The Dogman couldn’t work it out. If they were in a fight these lot, afraid of being caught out by an enemy, they weren’t making too much of an effort to cover their tracks. He followed them simple as could be, five of them he reckoned. Must’ve strolled nice and easy away from the burning farm, down through the valley beside the river and off into the woods. The tracks were so clear he got a little worried time to time, thinking they must be playing some trick on him, watching out there in the trees, waiting to hang him from a branch. Seemed they weren’t though, ’cause he caught up to them just before nightfall.
First of all he smelled their meat—mutton roasting. Next he heard their voices—talking, shouting, laughing, making not the meanest attempt to stay quiet, easy to hear even with the river bubbling beside. Then he saw them, sitting round a great big fire in a clearing, a sheep’s carcass skinned on a spit above it, taken from those farmers no doubt. The Dogman crouched down in the bushes, nice and still like they should have been. He counted five men, or four and a boy about fourteen years. They were all just sitting, no one standing guard, no caution at all. He couldn’t work it out.
“They’re just sitting there,” he whispered when he got back to the others. “Just sitting. No guard, no nothing.”
“Just sitting?” asked Forley.
“Aye. Five of ’em. Sitting and laughing. I don’t like it.”
“I don’t like it neither,” said Threetrees, “but I like what I saw at that farm still less.”
“Weapons,” hissed Dow. “Weapons, it has to be.”
For once, Tul agreed with him. “Weapons, chief. Let’s give ’em a lesson.”
Not even Forley spoke up for staying out of a fight this time, but Threetrees thought it out for a bit still, taking his moment, not to be hurried. Then he nodded. “Weapons it is.”
You won’t see Black Dow in the dark, not if he don’t want to be seen. You won’t hear him neither, but the Dogman knew he was there as he crept down through the trees. You fight with a man for long enough, you get an understanding. You learn how he thinks and you come to think the same way. Dow was there.
The Dogman had his task. He could see the outline of the one on the far right, his back a black shape against the fire. Dogman didn’t spare too much thought for the others yet. He spared no thought for anything but his task. Once you choose to go, or your chief chooses for you, you go all the way, and never look back ’til the task’s done. The time you spend thinking is the time you’ll get killed in. Logen taught him that and he’d taken it right to heart. That’s the way it has to be.
Dogman crept closer, and closer still, feeling the warmth of the fire on his face, feeling the hard metal of the knife in his hand. By the dead he needed to piss, as always. The task wasn’t but a stride away now. The boy was facing him—if he’d have looked up fast from his meat he’d have seen the Dogman coming, but he was too busy eating.
“Gurgh!” shouted one of the others. That meant Dow’d got to him, and that meant he was finished. Dogman leaped forward and stabbed his task in the side of the neck. He reared up for a moment, clutching at his cut throat, took a stumble forward and fell over. One of the others jumped up, dropping his half-chewed leg of mutton on the ground, then an arrow stuck him through the chest. Grim, out by the river. He looked surprised a minute, then he sank down on his knees, face twisted up with pain.
That left but two, and the boy was still sitting there, staring at the Dogman, mouth half open with a bit of meat hanging out of it. The last of them was stood up, breathing quick, with a long knife in his hand. He must have had it out for eating with.
“Drop the blade!” bellowed Threetrees. The Dogman saw the old boy now, striding towards them, the firelight catching the metal rim of his big round shield. The man chewed on his lip, eyes flicking from Dogman to Dow as they moved slowly to either side of him. Now he saw the Thunderhead, looming out of the darkness in the trees, seeming too big to be a man, his great huge sword glinting over his shoulder. That was enough for him. He threw his knife down in the dirt.
Dow jumped forward, grabbed his wrists and tied them tight behind him, then shoved him down on his knees beside the fire. The Dogman did the same with the boy, his teeth clenched tight, not saying a word. The whole thing was done in an instant, quiet and cold like Threetrees said. There was blood on Dogman’s hands, but that was the work and couldn’t be helped. The others were making their way over now. Grim came sloshing through the river, throwing his bow across his shoulder. He gave the one he shot a kick as he came past, but the body didn’t move.
“Dead,” said Grim. Forley was at the back, peering at the two prisoners. Dow was staring at the one he’d tied, staring at him hard.
“I know this one ’ere,” he said, sounding quite pleased about it too. “Groa the Mire, ain’t it? What a chance! You’ve been gnawing at the back of my mind for some time.”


Would you please return every line from the listing that contains the word "caption"?

━━ Working data ━━

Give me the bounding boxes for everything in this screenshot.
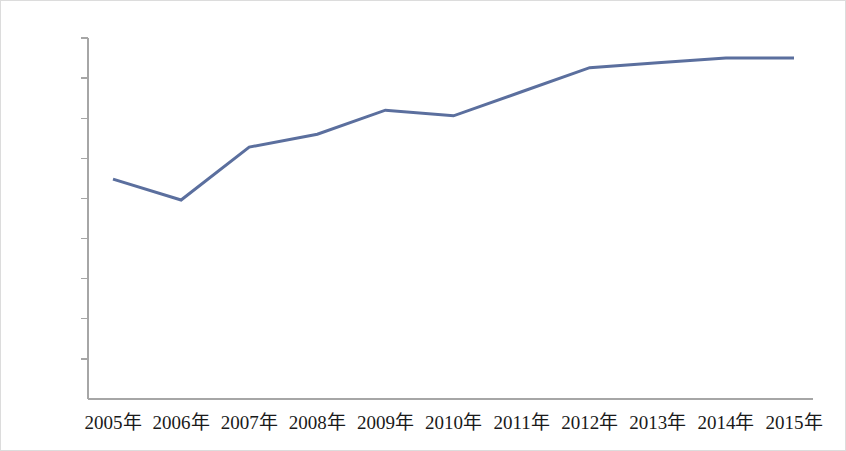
x-axis-tick-label: 2013年 [629, 413, 686, 432]
x-axis-tick-label: 2010年 [425, 413, 482, 432]
x-axis-labels: 2005年2006年2007年2008年2009年2010年2011年2012年… [1, 1, 846, 451]
x-axis-tick-label: 2007年 [221, 413, 278, 432]
x-axis-tick-label: 2008年 [289, 413, 346, 432]
x-axis-tick-label: 2006年 [153, 413, 210, 432]
line-chart-figure: 4.5%4.0%3.5%3.0%2.5%2.0%1.5%1.0%0.5%0.0%… [0, 0, 846, 451]
x-axis-tick-label: 2005年 [85, 413, 142, 432]
x-axis-tick-label: 2009年 [357, 413, 414, 432]
x-axis-tick-label: 2011年 [493, 413, 549, 432]
x-axis-tick-label: 2015年 [766, 413, 823, 432]
x-axis-tick-label: 2012年 [561, 413, 618, 432]
x-axis-tick-label: 2014年 [697, 413, 754, 432]
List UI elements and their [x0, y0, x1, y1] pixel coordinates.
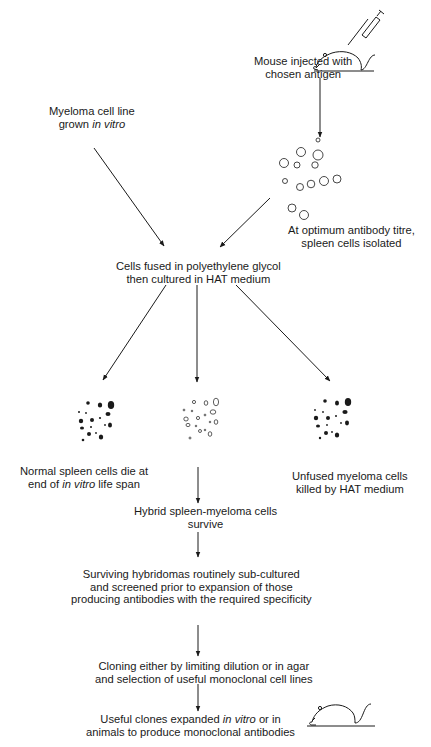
- arrow-myeloma-to-fusion: [94, 148, 164, 246]
- label-expansion: Useful clones expanded in vitro or in an…: [86, 713, 295, 738]
- arrow-spleen-to-fusion: [220, 198, 270, 247]
- arrow-fusion-to-unfused: [236, 285, 330, 381]
- label-spleen-isolated: At optimum antibody titre, spleen cells …: [288, 224, 415, 249]
- label-normal-spleen-die: Normal spleen cells die at end of in vit…: [20, 465, 148, 490]
- dead-spleen-cells-icon: [78, 401, 114, 441]
- label-mouse-injected: Mouse injected with chosen antigen: [254, 55, 352, 80]
- dead-myeloma-cells-icon: [314, 398, 351, 439]
- mouse-icon: [307, 704, 375, 726]
- arrow-fusion-to-normal: [103, 285, 166, 380]
- label-unfused-myeloma: Unfused myeloma cells killed by HAT medi…: [292, 470, 408, 495]
- label-fusion: Cells fused in polyethylene glycol then …: [116, 260, 281, 285]
- label-hybrid-survive: Hybrid spleen-myeloma cells survive: [134, 505, 277, 530]
- hybrid-cells-icon: [183, 398, 218, 439]
- label-cloning: Cloning either by limiting dilution or i…: [95, 660, 313, 685]
- spleen-cells-cluster-icon: [280, 138, 342, 220]
- label-myeloma-cell-line: Myeloma cell line grown in vitro: [49, 105, 135, 130]
- label-screening: Surviving hybridomas routinely sub-cultu…: [71, 568, 312, 606]
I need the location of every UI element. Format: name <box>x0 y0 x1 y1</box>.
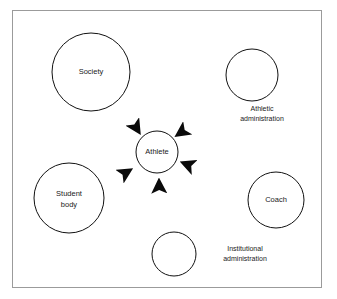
edge-institutional-administration-to-athlete <box>159 180 160 232</box>
node-athletic-administration[interactable]: Athletic administration <box>226 49 284 122</box>
node-society-label: Society <box>79 67 104 76</box>
node-institutional-administration-circle <box>152 232 196 276</box>
node-student-body-label-line1: Student <box>56 189 83 198</box>
node-athlete-label: Athlete <box>145 147 168 156</box>
node-institutional-administration-label-line2: administration <box>223 255 267 262</box>
edge-student-body-to-athlete <box>101 170 131 189</box>
node-student-body-circle <box>34 163 104 233</box>
node-institutional-administration-label-line1: Institutional <box>227 245 263 252</box>
node-athletic-administration-label-line2: administration <box>240 115 284 122</box>
node-institutional-administration[interactable]: Institutional administration <box>152 232 267 276</box>
node-student-body-label-line2: body <box>61 200 78 209</box>
edge-group <box>101 96 250 232</box>
node-athletic-administration-label-line1: Athletic <box>251 105 274 112</box>
node-coach-label: Coach <box>265 195 287 204</box>
node-society[interactable]: Society <box>52 33 130 111</box>
node-student-body[interactable]: Student body <box>34 163 104 233</box>
node-athletic-administration-circle <box>226 49 278 101</box>
node-coach[interactable]: Coach <box>248 172 304 228</box>
diagram-canvas: Society Athletic administration Coach In… <box>0 0 337 299</box>
influence-diagram: Society Athletic administration Coach In… <box>0 0 337 299</box>
edge-society-to-athlete <box>119 100 140 133</box>
node-athlete[interactable]: Athlete <box>136 131 178 173</box>
edge-athletic-administration-to-athlete <box>177 96 235 136</box>
edge-coach-to-athlete <box>182 163 250 190</box>
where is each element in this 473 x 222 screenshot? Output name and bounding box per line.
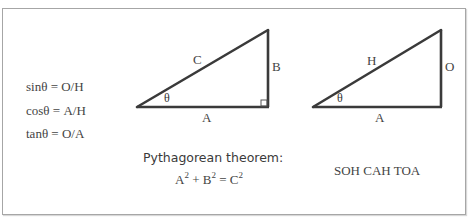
exponent-c: 2 [238,170,243,180]
triangle-pythagorean [137,30,269,107]
triangle-1-hypotenuse [137,30,268,107]
triangle-2-base-label: A [375,110,384,126]
triangle-1-hypotenuse-label: C [193,52,202,68]
triangle-2-hypotenuse [313,30,441,107]
triangle-2-angle-label: θ [337,91,343,106]
triangle-trig [313,30,442,107]
sin-formula: sinθ = O/H [26,79,84,95]
pythagorean-formula: A2 + B2 = C2 [175,172,243,188]
pythagorean-title: Pythagorean theorem: [143,150,283,165]
term-a: A [175,172,184,187]
exponent-b: 2 [211,170,216,180]
triangle-1-vertical-label: B [272,59,281,75]
triangle-2-vertical-label: O [445,59,454,75]
tan-formula: tanθ = O/A [26,126,84,142]
triangle-1-base-label: A [202,110,211,126]
exponent-a: 2 [184,170,189,180]
equals-sign: = [219,172,226,187]
mnemonic-text: SOH CAH TOA [334,163,420,179]
triangle-1-angle-label: θ [164,91,170,106]
triangle-2-hypotenuse-label: H [367,53,376,69]
right-angle-marker [261,100,267,106]
cos-formula: cosθ = A/H [26,103,86,119]
plus-sign: + [192,172,199,187]
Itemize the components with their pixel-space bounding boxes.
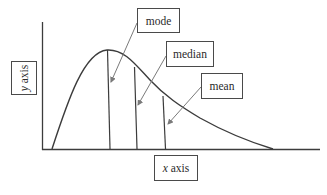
mean-label-box: mean — [201, 73, 243, 99]
median-label-box: median — [166, 41, 214, 67]
median-arrow — [138, 56, 166, 105]
median-label: median — [173, 48, 207, 60]
skewed-distribution-diagram: mode median mean x axis y axis — [0, 0, 327, 195]
mean-arrow — [168, 87, 201, 124]
mode-line — [108, 50, 111, 149]
mean-line — [163, 96, 166, 149]
x-axis-label: x axis — [163, 162, 190, 174]
distribution-curve — [52, 50, 273, 149]
x-axis-label-box: x axis — [154, 155, 198, 181]
median-line — [135, 67, 138, 149]
mode-label: mode — [146, 15, 172, 27]
y-axis-label-box: y axis — [11, 61, 37, 95]
y-axis-label: y axis — [18, 65, 30, 92]
mode-label-box: mode — [137, 8, 180, 33]
mode-arrow — [111, 23, 137, 82]
mean-label: mean — [210, 80, 235, 92]
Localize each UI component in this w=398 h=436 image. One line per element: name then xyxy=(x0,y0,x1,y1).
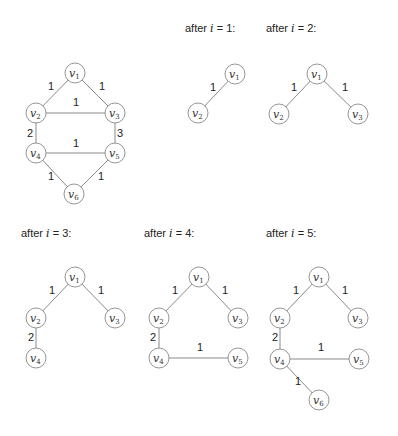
node-v6: v6 xyxy=(309,390,329,410)
node-v3: v3 xyxy=(348,308,368,328)
edge-weight-label: 1 xyxy=(48,80,54,92)
edge-weight-label: 1 xyxy=(293,284,299,296)
panel-caption: after i = 2: xyxy=(266,22,316,35)
panel-caption: after i = 5: xyxy=(266,227,316,240)
node-v4: v4 xyxy=(26,348,46,368)
edge-weight-label: 1 xyxy=(48,170,54,182)
node-v2: v2 xyxy=(188,103,208,123)
graph-canvas: 11123111v1v2v3v4v5v6after i = 1:1v1v2aft… xyxy=(0,0,398,436)
node-v1: v1 xyxy=(225,64,245,84)
node-v1: v1 xyxy=(307,64,327,84)
panel-caption: after i = 1: xyxy=(185,22,235,35)
panel-after-5: after i = 5:11211v1v2v3v4v5v6 xyxy=(266,227,369,410)
edge-weight-label: 1 xyxy=(98,284,104,296)
panel-after-1: after i = 1:1v1v2 xyxy=(185,22,245,123)
node-v1: v1 xyxy=(309,267,329,287)
node-v3: v3 xyxy=(105,308,125,328)
node-v1: v1 xyxy=(65,63,85,83)
edge-weight-label: 1 xyxy=(222,284,228,296)
node-v2: v2 xyxy=(26,103,46,123)
node-v6: v6 xyxy=(64,184,84,204)
node-v5: v5 xyxy=(349,349,369,369)
node-v1: v1 xyxy=(189,267,209,287)
node-v4: v4 xyxy=(149,348,169,368)
node-v4: v4 xyxy=(270,349,290,369)
edge-weight-label: 2 xyxy=(150,331,156,343)
node-v3: v3 xyxy=(348,104,368,124)
node-v4: v4 xyxy=(26,143,46,163)
node-v2: v2 xyxy=(269,104,289,124)
edge-weight-label: 2 xyxy=(27,127,33,139)
node-v1: v1 xyxy=(65,267,85,287)
node-v2: v2 xyxy=(270,308,290,328)
edge-weight-label: 1 xyxy=(49,284,55,296)
panel-caption: after i = 3: xyxy=(21,227,71,240)
edge-weight-label: 1 xyxy=(73,137,79,149)
edge-weight-label: 2 xyxy=(272,331,278,343)
edge-weight-label: 1 xyxy=(295,375,301,387)
edge-weight-label: 3 xyxy=(117,127,123,139)
node-v5: v5 xyxy=(228,348,248,368)
edge-weight-label: 2 xyxy=(28,331,34,343)
panel-caption: after i = 4: xyxy=(144,227,194,240)
node-v5: v5 xyxy=(105,143,125,163)
edge-weight-label: 1 xyxy=(342,284,348,296)
panel-after-4: after i = 4:1121v1v2v3v4v5 xyxy=(144,227,248,368)
node-v3: v3 xyxy=(105,103,125,123)
node-v2: v2 xyxy=(149,308,169,328)
panel-original: 11123111v1v2v3v4v5v6 xyxy=(26,63,125,204)
panel-after-3: after i = 3:112v1v2v3v4 xyxy=(21,227,125,368)
node-v2: v2 xyxy=(26,308,46,328)
edge-weight-label: 1 xyxy=(291,81,297,93)
edge-weight-label: 1 xyxy=(197,341,203,353)
edge-weight-label: 1 xyxy=(98,170,104,182)
edge-weight-label: 1 xyxy=(210,81,216,93)
edge-weight-label: 1 xyxy=(172,284,178,296)
edge-weight-label: 1 xyxy=(73,96,79,108)
edge-weight-label: 1 xyxy=(318,341,324,353)
edge-weight-label: 1 xyxy=(99,80,105,92)
panel-after-2: after i = 2:11v1v2v3 xyxy=(266,22,368,124)
node-v3: v3 xyxy=(228,308,248,328)
edge-weight-label: 1 xyxy=(342,81,348,93)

━━━

■ Task output
panel-caption: after i = 2: xyxy=(266,22,316,35)
panel-caption: after i = 5: xyxy=(266,227,316,240)
panel-caption: after i = 1: xyxy=(185,22,235,35)
panel-caption: after i = 3: xyxy=(21,227,71,240)
panel-caption: after i = 4: xyxy=(144,227,194,240)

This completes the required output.